Analysis: Deri an unknown quantity as new economy minister

Deri’s economic agenda to date has consisted largely in securing welfare benefits for his constituents, who are among Israel’s poorest.

Aryeh Deri (photo credit: MARC ISRAEL SELLEM/THE JERUSALEM POST)
Aryeh Deri
(photo credit: MARC ISRAEL SELLEM/THE JERUSALEM POST)
Market analysts were cautious about Shas leader Arye Deri’s ascension to the Economy Ministry Sunday, where he will have big shoes to fill as his predecessor Bayit Yehudi head Naftali Bennett moves on to the Education Ministry.

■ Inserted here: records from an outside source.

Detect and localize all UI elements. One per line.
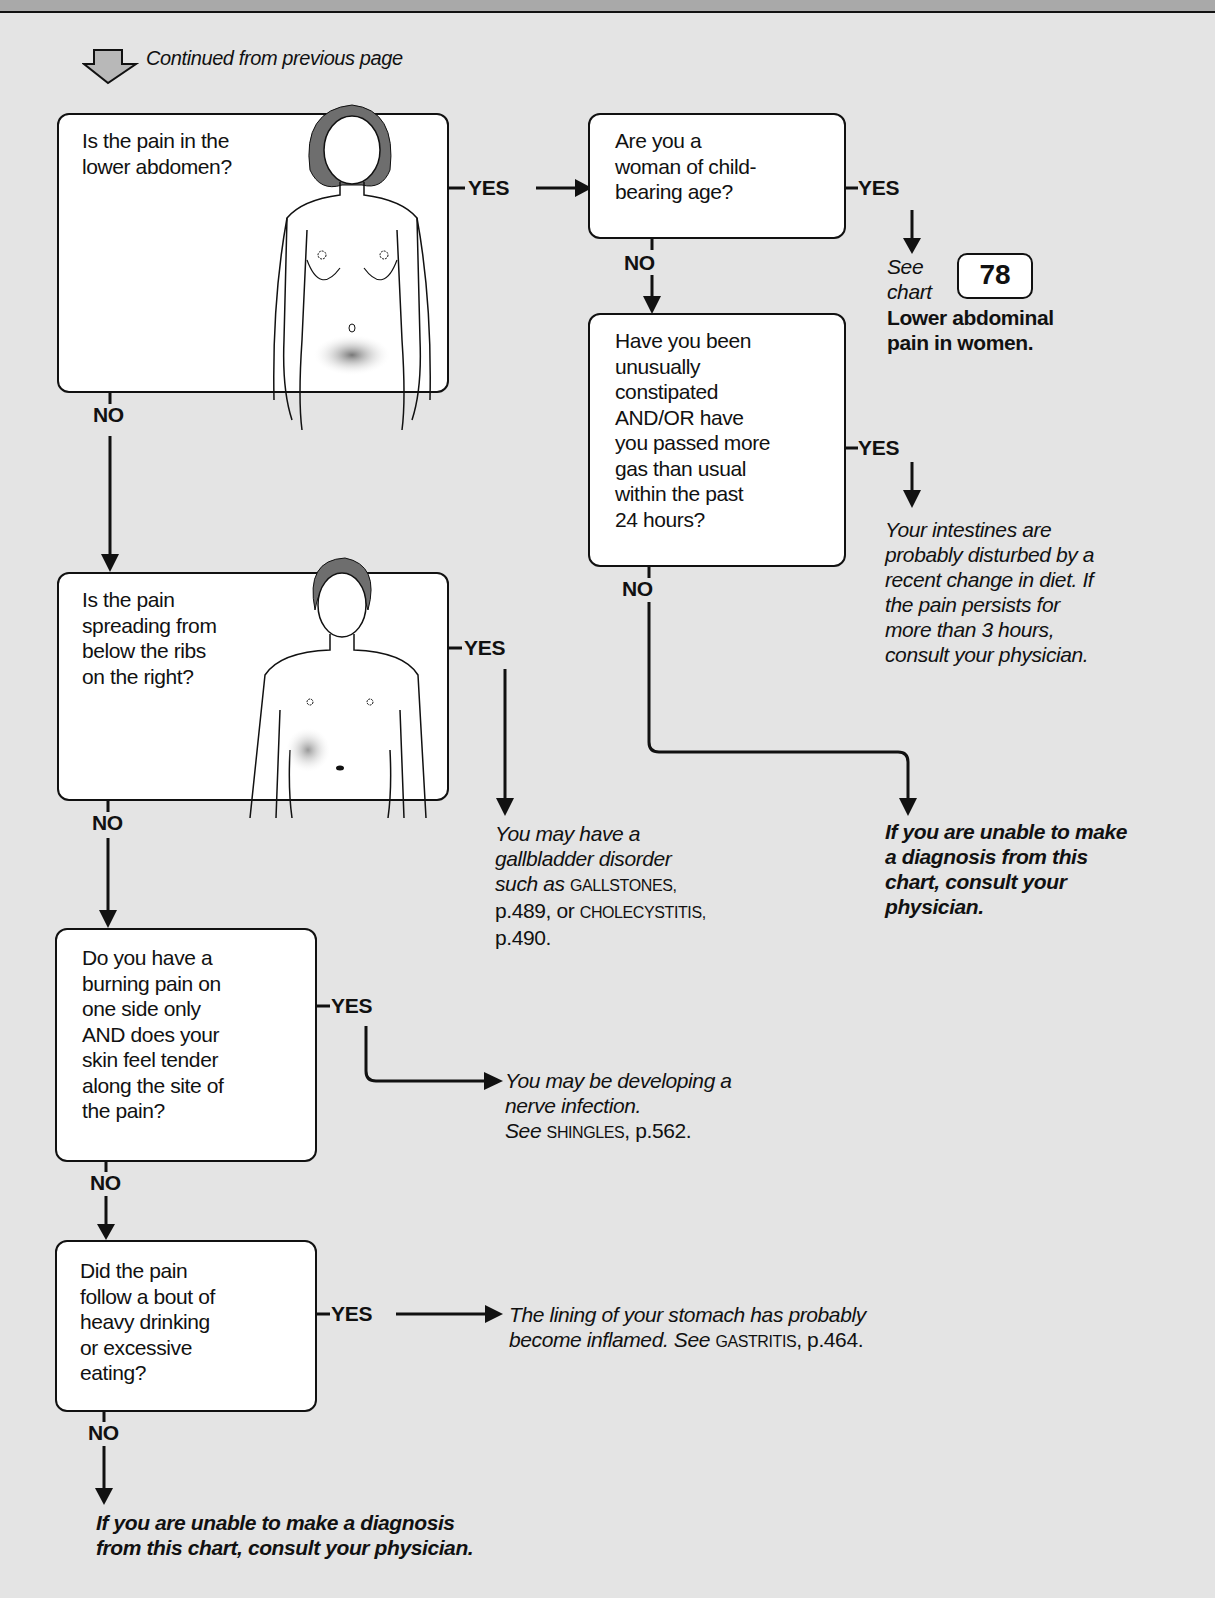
yes-label-q2: YES: [858, 176, 899, 200]
yes-label-q4: YES: [464, 636, 505, 660]
outcome-unable-diagnose-bottom: If you are unable to make a diagnosisfro…: [96, 1510, 473, 1560]
no-label-q3: NO: [622, 577, 653, 601]
yes-label-q3: YES: [858, 436, 899, 460]
no-label-q5: NO: [90, 1171, 121, 1195]
yes-label-q6: YES: [331, 1302, 372, 1326]
continued-label: Continued from previous page: [146, 47, 403, 70]
outcome-unable-diagnose-right: If you are unable to makea diagnosis fro…: [885, 819, 1127, 919]
chart-78-title: Lower abdominalpain in women.: [887, 305, 1054, 355]
female-figure-illustration: [262, 100, 442, 430]
yes-label-q5: YES: [331, 994, 372, 1018]
top-page-band: [0, 0, 1215, 13]
no-label-q4: NO: [92, 811, 123, 835]
male-figure-illustration: [240, 550, 430, 818]
see-chart-text: Seechart: [887, 254, 932, 304]
outcome-gastritis: The lining of your stomach has probably …: [509, 1302, 866, 1354]
outcome-gallbladder: You may have a gallbladder disorder such…: [495, 821, 706, 950]
outcome-intestines: Your intestines areprobably disturbed by…: [885, 517, 1094, 667]
question-text-q3: Have you beenunusuallyconstipatedAND/OR …: [615, 328, 770, 532]
no-label-q1: NO: [93, 403, 124, 427]
no-label-q2: NO: [624, 251, 655, 275]
outcome-shingles: You may be developing a nerve infection.…: [505, 1068, 732, 1145]
yes-label-q1: YES: [468, 176, 509, 200]
question-text-q6: Did the painfollow a bout ofheavy drinki…: [80, 1258, 215, 1386]
question-text-q1: Is the pain in thelower abdomen?: [82, 128, 232, 179]
question-text-q4: Is the painspreading frombelow the ribso…: [82, 587, 216, 689]
hollow-down-arrow-icon: [82, 48, 140, 86]
question-text-q5: Do you have aburning pain onone side onl…: [82, 945, 223, 1124]
question-text-q2: Are you awoman of child-bearing age?: [615, 128, 756, 205]
chart-reference-78[interactable]: 78: [957, 253, 1033, 299]
no-label-q6: NO: [88, 1421, 119, 1445]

As the head of the ultra-Orthodox Shas party, Deri’s economic agenda to date has consisted largely in securing welfare benefits for his constituents, who are among Israel’s poorest.
Bennett, a hi-tech superstar who made millions when he sold his company, brought a private sector gravitas to the position that was clear in the list of specific accomplishments he rattled off at Sunday’s changing of the guard ceremony in Jerusalem. Lowering import barriers and passing reforms in the food market has started bringing down food prices, he said, and more Arab women and haredi men have entered the work force.
Bennett made simplifying some of the bureaucracy a major goal. He trumpeted the fact that he only cut regulation, and refused to add more (though Israel’s ranking in international ease of doing business indexes has only worsened, a fact Bennett says will change in time). He increased Israel’s focus on trading with the East, “so won’t be too dependent on one market.”
In what might have been seen as a dig at Deri, he quoted the Jewish scholar Maimonides as saying that the best thing you can give a man is work, and not an allotment.
For his part, Deri had few specifics to offer on what he would do in the ministry, but promised to learn.  "We will do whatever we need to do,” he said, before joking that neither he nor Bennett were thrilled about the ministries they were heading to.
“Of course I have my agenda, everyone knows that. It doesn’t change,” Deri said, specifying that his plans were aimed at “helping the regular citizen.”
Yet there are few clear signs of what to expect from the Deri. It is unclear whether he will work to liberalize or regulate Israel’s markets, cater to political interests that prevent reforms or push forward on the same path as Bennett. It seems unlikely that he will work for greater integration of ultra-Orthodox men into the labor force, which the Bank of Israel has cited as a central medium- and long-term problem for the country.
“As an economist there’s not much to say about Deri’s appointment, but having said that, my guess would be that Deri would be fully interested in the small group he represents,” said Prof. Omer Moav, an economics professor at the Interdisciplinary Center Herzliya and at University of Warwick in England. “If I were in the ministry and trying to help Deri’s voters, which are the poor in Israel, I would do everything in my power to reduce the price of food, and also lower import barriers, ease rules in the standards bureau and cut the bureaucracy.”
But is that how Deri thinks he can best help is voters? Perhaps, says Moav. “There is no reason he won’t do a good job, because there’s no conflicting interest between his interest and that of the general public.”
The FICC, a business group, agrees that Deri should be given a chance, saying that he is an able and intelligent man. But not everyone agrees, especially those still scandalized that Deri, a former interior minister who served 22 months in jail for corruption, could serve as a minister in any capacity, even in a different ministry.
The Movement for Quality Government in Israel filed a high court petition to stop him from heading the ministry, saying the appointment would “dissolve the public’s trust in public institutions generally, and the executive authority in particular, and would erode the purity of the rule of law.”
The court is expected to rule on the petition on Wednesday.